Researchers from NTNU have been with a group of professionals who examined the ice in Dronning Maud Land, east of Antarctica.

Researcher Irina Rogozhina at the Department of Geography at NTNU can say that the ice in Antarctica has varied a lot over time.

– Our study shows that the ice in the east of Antarctica in Queen Maud Land melted rapidly between 9,000 and 5,000 years ago. This is in the period we call the Holocene, or more precisely the middle Holocene, when large parts of the world experienced summers warmer than now, says Rogozhina.

The ice sheet in Antarctica is not evenly distributed or uniform, in East Antarctica it was thinner then compared to now. It wasn’t particularly long ago either, writes Forskning.no.

The researchers believe that they are on the track of a reason why the ice in East Antarctica became thinner at the end of the last ice age.

– We believe that the ice layer became less stable due to higher regional sea levels and warmer water that rose from the ocean depths in the polar regions, says Rogozhina.

This warmer water melted the ice from the bottom and caused large icebergs to break up and caused the ice from the interior to move faster from the land towards the sea. This in turn thinned the ice layer on land.

– The process is similar to what happens when a house on a slope loses its foundation and begins to slide down the slope, explains Rogozhina.

In short, the less stable parts of the ice in East Antarctica, those that float on the sea, were broken up easily. This in turn led to the ice layer becoming much thinner within a relatively short period of time. Time in a geological context, i.e. a few hundreds or thousands of years.

Investigations of cosmic radiation also show how common it is for the ice to cover an area.

The results show that the most common thing in Antarctica is that the ice is thick along the coast. Further inland where mountain peaks penetrate the ice and the landmasses can lie several thousand metres higher it is not thick.

– We find that the land masses along the coast of Queen Maud Land have been covered by ice between 75 and 97 percent of the time during the last one million years, says Professor Ola Fredin at the Department of Geosciences and Petroleum.

The thickness of the ice, and the speed with which it moves, varies a lot if you examine longer periods of time.

The mountain range further into the continent acts as an important separation between the dynamic coast and the ice sheet closer to the South Pole, where the thickness varies much less.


Work task:
Below are some records; write them all out again exactly.

Dataset content:
Content starts

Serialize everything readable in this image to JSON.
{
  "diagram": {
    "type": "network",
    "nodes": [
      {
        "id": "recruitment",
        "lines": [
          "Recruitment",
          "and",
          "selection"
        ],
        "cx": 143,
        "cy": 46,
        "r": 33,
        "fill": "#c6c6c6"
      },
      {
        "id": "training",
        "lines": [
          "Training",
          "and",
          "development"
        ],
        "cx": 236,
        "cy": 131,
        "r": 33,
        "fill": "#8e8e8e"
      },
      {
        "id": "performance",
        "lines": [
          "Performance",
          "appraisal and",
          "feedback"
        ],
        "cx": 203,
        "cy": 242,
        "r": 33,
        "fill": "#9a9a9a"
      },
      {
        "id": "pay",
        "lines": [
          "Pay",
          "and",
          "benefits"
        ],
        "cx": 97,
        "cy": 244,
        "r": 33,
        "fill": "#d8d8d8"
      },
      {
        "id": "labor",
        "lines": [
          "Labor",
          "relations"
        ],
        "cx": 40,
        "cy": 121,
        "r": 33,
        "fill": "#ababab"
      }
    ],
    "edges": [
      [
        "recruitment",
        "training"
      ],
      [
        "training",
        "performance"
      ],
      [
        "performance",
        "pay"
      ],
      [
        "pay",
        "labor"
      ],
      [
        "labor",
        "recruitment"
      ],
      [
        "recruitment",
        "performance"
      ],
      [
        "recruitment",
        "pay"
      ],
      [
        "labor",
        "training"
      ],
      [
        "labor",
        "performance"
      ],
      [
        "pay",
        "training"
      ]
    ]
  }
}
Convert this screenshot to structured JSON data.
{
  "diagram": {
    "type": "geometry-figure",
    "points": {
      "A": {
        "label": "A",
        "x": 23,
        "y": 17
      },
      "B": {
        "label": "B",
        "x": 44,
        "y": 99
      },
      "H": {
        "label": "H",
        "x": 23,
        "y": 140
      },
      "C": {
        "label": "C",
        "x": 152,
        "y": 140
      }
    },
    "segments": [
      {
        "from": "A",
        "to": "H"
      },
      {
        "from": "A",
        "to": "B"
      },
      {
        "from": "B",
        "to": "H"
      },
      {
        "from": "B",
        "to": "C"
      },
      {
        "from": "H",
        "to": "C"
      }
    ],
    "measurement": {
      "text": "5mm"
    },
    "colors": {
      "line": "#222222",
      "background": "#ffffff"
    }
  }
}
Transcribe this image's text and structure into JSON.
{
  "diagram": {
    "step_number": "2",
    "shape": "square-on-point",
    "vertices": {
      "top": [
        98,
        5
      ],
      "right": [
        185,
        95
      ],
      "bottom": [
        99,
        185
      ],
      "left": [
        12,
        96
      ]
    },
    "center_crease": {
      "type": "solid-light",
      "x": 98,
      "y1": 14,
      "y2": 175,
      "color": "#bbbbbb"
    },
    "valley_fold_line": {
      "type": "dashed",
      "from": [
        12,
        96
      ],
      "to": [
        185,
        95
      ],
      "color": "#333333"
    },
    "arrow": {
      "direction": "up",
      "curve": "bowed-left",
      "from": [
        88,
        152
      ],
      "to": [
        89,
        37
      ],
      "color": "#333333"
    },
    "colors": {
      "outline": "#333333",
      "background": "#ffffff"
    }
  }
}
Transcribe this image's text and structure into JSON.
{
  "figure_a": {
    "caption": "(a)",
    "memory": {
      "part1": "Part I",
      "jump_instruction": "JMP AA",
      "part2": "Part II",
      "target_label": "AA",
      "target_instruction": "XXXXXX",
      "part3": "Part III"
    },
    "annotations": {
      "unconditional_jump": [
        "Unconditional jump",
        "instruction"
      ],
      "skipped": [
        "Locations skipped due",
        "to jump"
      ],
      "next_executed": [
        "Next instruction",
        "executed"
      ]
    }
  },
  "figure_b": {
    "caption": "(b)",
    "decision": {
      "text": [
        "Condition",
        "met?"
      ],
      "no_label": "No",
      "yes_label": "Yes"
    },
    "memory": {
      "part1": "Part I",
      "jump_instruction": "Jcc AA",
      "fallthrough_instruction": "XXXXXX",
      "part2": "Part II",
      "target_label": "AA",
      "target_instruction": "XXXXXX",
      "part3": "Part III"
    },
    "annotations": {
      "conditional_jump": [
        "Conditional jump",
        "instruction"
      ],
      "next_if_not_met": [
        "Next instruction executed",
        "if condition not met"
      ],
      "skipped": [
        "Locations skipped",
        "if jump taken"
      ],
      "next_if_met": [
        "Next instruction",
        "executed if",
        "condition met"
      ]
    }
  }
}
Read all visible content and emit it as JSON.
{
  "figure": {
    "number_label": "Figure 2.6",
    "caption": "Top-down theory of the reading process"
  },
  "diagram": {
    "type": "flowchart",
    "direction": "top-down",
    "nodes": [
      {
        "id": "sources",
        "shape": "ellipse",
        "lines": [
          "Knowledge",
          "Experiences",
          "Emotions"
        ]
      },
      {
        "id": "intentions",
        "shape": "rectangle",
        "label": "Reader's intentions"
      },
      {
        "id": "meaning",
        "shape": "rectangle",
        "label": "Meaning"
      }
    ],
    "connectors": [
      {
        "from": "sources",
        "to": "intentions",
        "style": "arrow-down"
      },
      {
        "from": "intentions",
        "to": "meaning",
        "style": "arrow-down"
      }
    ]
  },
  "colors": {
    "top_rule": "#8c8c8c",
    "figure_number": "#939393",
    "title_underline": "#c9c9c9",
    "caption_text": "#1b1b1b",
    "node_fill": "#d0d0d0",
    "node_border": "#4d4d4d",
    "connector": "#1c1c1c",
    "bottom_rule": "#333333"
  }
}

Content ends

Output for this exercise:
Serialize everything readable in this image to JSON.
{
  "diagram": {
    "type": "network",
    "nodes": [
      {
        "id": "recruitment",
        "lines": [
          "Recruitment",
          "and",
          "selection"
        ],
        "cx": 143,
        "cy": 46,
        "r": 33,
        "fill": "#c6c6c6"
      },
      {
        "id": "training",
        "lines": [
          "Training",
          "and",
          "development"
        ],
        "cx": 236,
        "cy": 131,
        "r": 33,
        "fill": "#8e8e8e"
      },
      {
        "id": "performance",
        "lines": [
          "Performance",
          "appraisal and",
          "feedback"
        ],
        "cx": 203,
        "cy": 242,
        "r": 33,
        "fill": "#9a9a9a"
      },
      {
        "id": "pay",
        "lines": [
          "Pay",
          "and",
          "benefits"
        ],
        "cx": 97,
        "cy": 244,
        "r": 33,
        "fill": "#d8d8d8"
      },
      {
        "id": "labor",
        "lines": [
          "Labor",
          "relations"
        ],
        "cx": 40,
        "cy": 121,
        "r": 33,
        "fill": "#ababab"
      }
    ],
    "edges": [
      [
        "recruitment",
        "training"
      ],
      [
        "training",
        "performance"
      ],
      [
        "performance",
        "pay"
      ],
      [
        "pay",
        "labor"
      ],
      [
        "labor",
        "recruitment"
      ],
      [
        "recruitment",
        "performance"
      ],
      [
        "recruitment",
        "pay"
      ],
      [
        "labor",
        "training"
      ],
      [
        "labor",
        "performance"
      ],
      [
        "pay",
        "training"
      ]
    ]
  }
}
Convert this screenshot to structured JSON data.
{
  "diagram": {
    "type": "geometry-figure",
    "points": {
      "A": {
        "label": "A",
        "x": 23,
        "y": 17
      },
      "B": {
        "label": "B",
        "x": 44,
        "y": 99
      },
      "H": {
        "label": "H",
        "x": 23,
        "y": 140
      },
      "C": {
        "label": "C",
        "x": 152,
        "y": 140
      }
    },
    "segments": [
      {
        "from": "A",
        "to": "H"
      },
      {
        "from": "A",
        "to": "B"
      },
      {
        "from": "B",
        "to": "H"
      },
      {
        "from": "B",
        "to": "C"
      },
      {
        "from": "H",
        "to": "C"
      }
    ],
    "measurement": {
      "text": "5mm"
    },
    "colors": {
      "line": "#222222",
      "background": "#ffffff"
    }
  }
}
Transcribe this image's text and structure into JSON.
{
  "diagram": {
    "step_number": "2",
    "shape": "square-on-point",
    "vertices": {
      "top": [
        98,
        5
      ],
      "right": [
        185,
        95
      ],
      "bottom": [
        99,
        185
      ],
      "left": [
        12,
        96
      ]
    },
    "center_crease": {
      "type": "solid-light",
      "x": 98,
      "y1": 14,
      "y2": 175,
      "color": "#bbbbbb"
    },
    "valley_fold_line": {
      "type": "dashed",
      "from": [
        12,
        96
      ],
      "to": [
        185,
        95
      ],
      "color": "#333333"
    },
    "arrow": {
      "direction": "up",
      "curve": "bowed-left",
      "from": [
        88,
        152
      ],
      "to": [
        89,
        37
      ],
      "color": "#333333"
    },
    "colors": {
      "outline": "#333333",
      "background": "#ffffff"
    }
  }
}
Transcribe this image's text and structure into JSON.
{
  "figure_a": {
    "caption": "(a)",
    "memory": {
      "part1": "Part I",
      "jump_instruction": "JMP AA",
      "part2": "Part II",
      "target_label": "AA",
      "target_instruction": "XXXXXX",
      "part3": "Part III"
    },
    "annotations": {
      "unconditional_jump": [
        "Unconditional jump",
        "instruction"
      ],
      "skipped": [
        "Locations skipped due",
        "to jump"
      ],
      "next_executed": [
        "Next instruction",
        "executed"
      ]
    }
  },
  "figure_b": {
    "caption": "(b)",
    "decision": {
      "text": [
        "Condition",
        "met?"
      ],
      "no_label": "No",
      "yes_label": "Yes"
    },
    "memory": {
      "part1": "Part I",
      "jump_instruction": "Jcc AA",
      "fallthrough_instruction": "XXXXXX",
      "part2": "Part II",
      "target_label": "AA",
      "target_instruction": "XXXXXX",
      "part3": "Part III"
    },
    "annotations": {
      "conditional_jump": [
        "Conditional jump",
        "instruction"
      ],
      "next_if_not_met": [
        "Next instruction executed",
        "if condition not met"
      ],
      "skipped": [
        "Locations skipped",
        "if jump taken"
      ],
      "next_if_met": [
        "Next instruction",
        "executed if",
        "condition met"
      ]
    }
  }
}
Read all visible content and emit it as JSON.
{
  "figure": {
    "number_label": "Figure 2.6",
    "caption": "Top-down theory of the reading process"
  },
  "diagram": {
    "type": "flowchart",
    "direction": "top-down",
    "nodes": [
      {
        "id": "sources",
        "shape": "ellipse",
        "lines": [
          "Knowledge",
          "Experiences",
          "Emotions"
        ]
      },
      {
        "id": "intentions",
        "shape": "rectangle",
        "label": "Reader's intentions"
      },
      {
        "id": "meaning",
        "shape": "rectangle",
        "label": "Meaning"
      }
    ],
    "connectors": [
      {
        "from": "sources",
        "to": "intentions",
        "style": "arrow-down"
      },
      {
        "from": "intentions",
        "to": "meaning",
        "style": "arrow-down"
      }
    ]
  },
  "colors": {
    "top_rule": "#8c8c8c",
    "figure_number": "#939393",
    "title_underline": "#c9c9c9",
    "caption_text": "#1b1b1b",
    "node_fill": "#d0d0d0",
    "node_border": "#4d4d4d",
    "connector": "#1c1c1c",
    "bottom_rule": "#333333"
  }
}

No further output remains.